→ **What is needed**
Leaving out the pictures, please reproduce exactly and only the lines from the one that contains "Describe the element at coordinates (350, 468)" through the last line below.

→ **The records**

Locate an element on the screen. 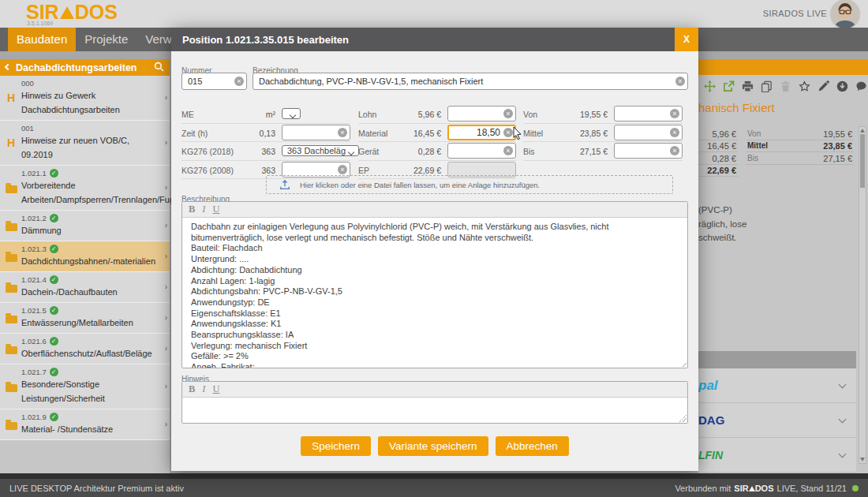 This screenshot has height=497, width=868. bezeichnung-input is located at coordinates (470, 81).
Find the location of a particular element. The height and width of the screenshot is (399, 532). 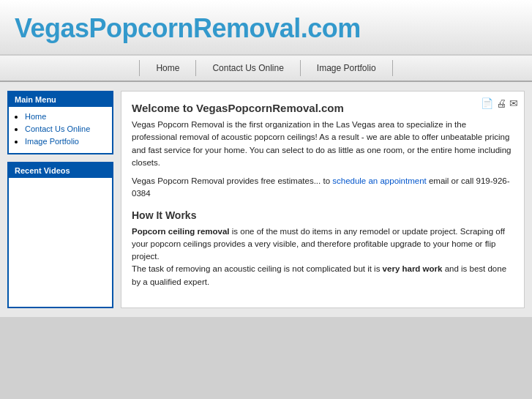

nav-home: Home is located at coordinates (168, 68).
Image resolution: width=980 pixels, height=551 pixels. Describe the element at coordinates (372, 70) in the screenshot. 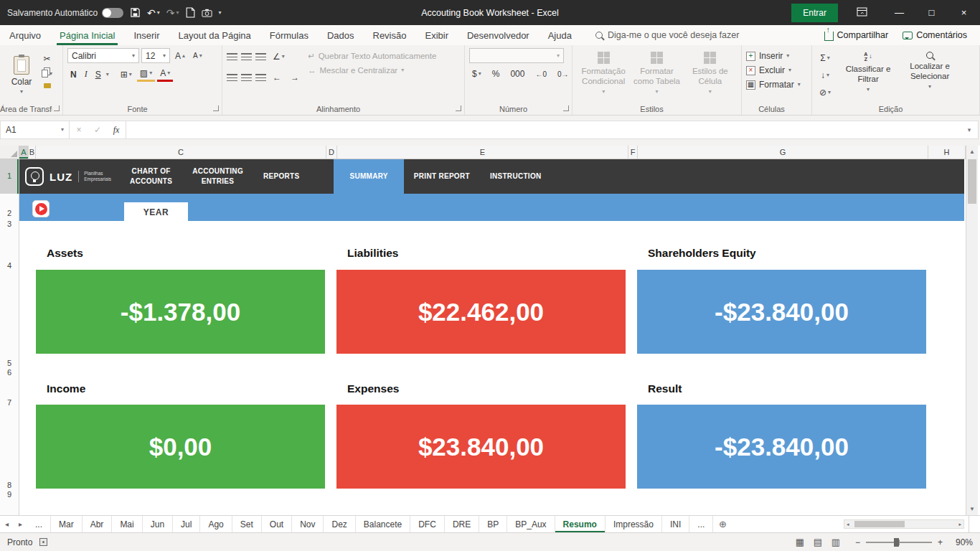

I see `merge-center-button: ↔Mesclar e Centralizar▾` at that location.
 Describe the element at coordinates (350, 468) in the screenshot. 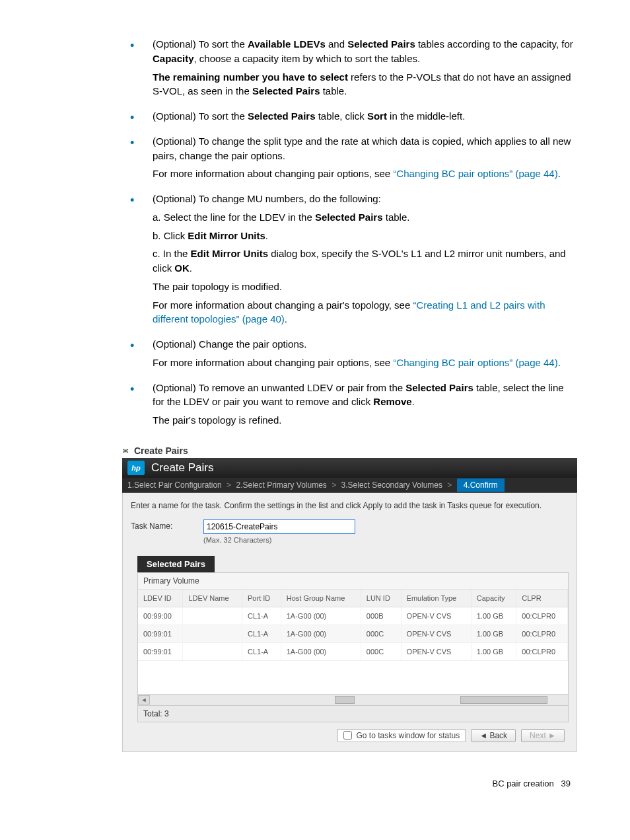

I see `dialog-titlebar: hp Create Pairs` at that location.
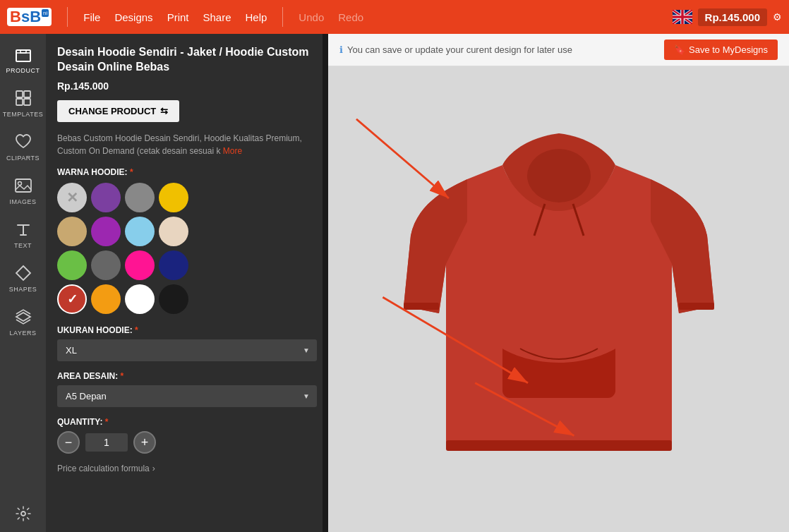  What do you see at coordinates (174, 299) in the screenshot?
I see `color-swatch-black` at bounding box center [174, 299].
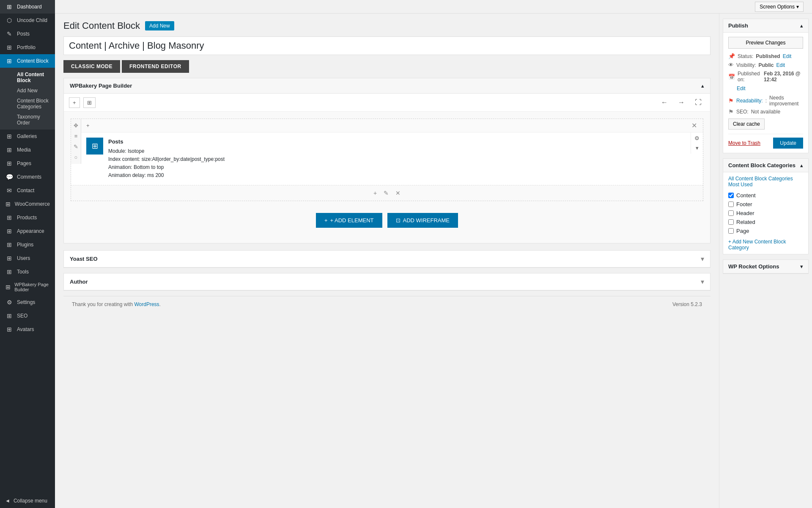 The image size is (812, 508). Describe the element at coordinates (27, 163) in the screenshot. I see `sidebar-item-pages: ⊞ Pages` at that location.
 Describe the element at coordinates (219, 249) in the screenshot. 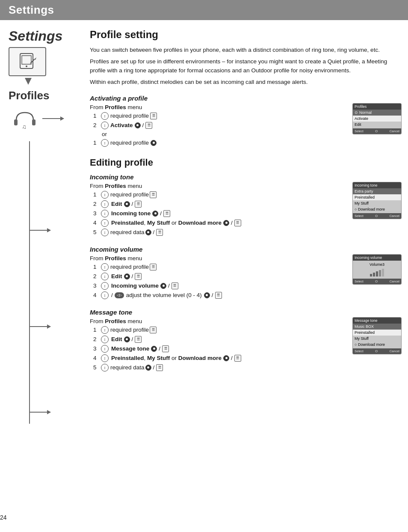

→ **Response to this exercise**
 Describe the element at coordinates (350, 468) in the screenshot. 

I see `dialog-titlebar: hp Create Pairs` at that location.
  What do you see at coordinates (174, 299) in the screenshot?
I see `color-swatch-black` at bounding box center [174, 299].
 The image size is (812, 508). Describe the element at coordinates (27, 163) in the screenshot. I see `sidebar-item-pages: ⊞ Pages` at that location.
 Describe the element at coordinates (219, 249) in the screenshot. 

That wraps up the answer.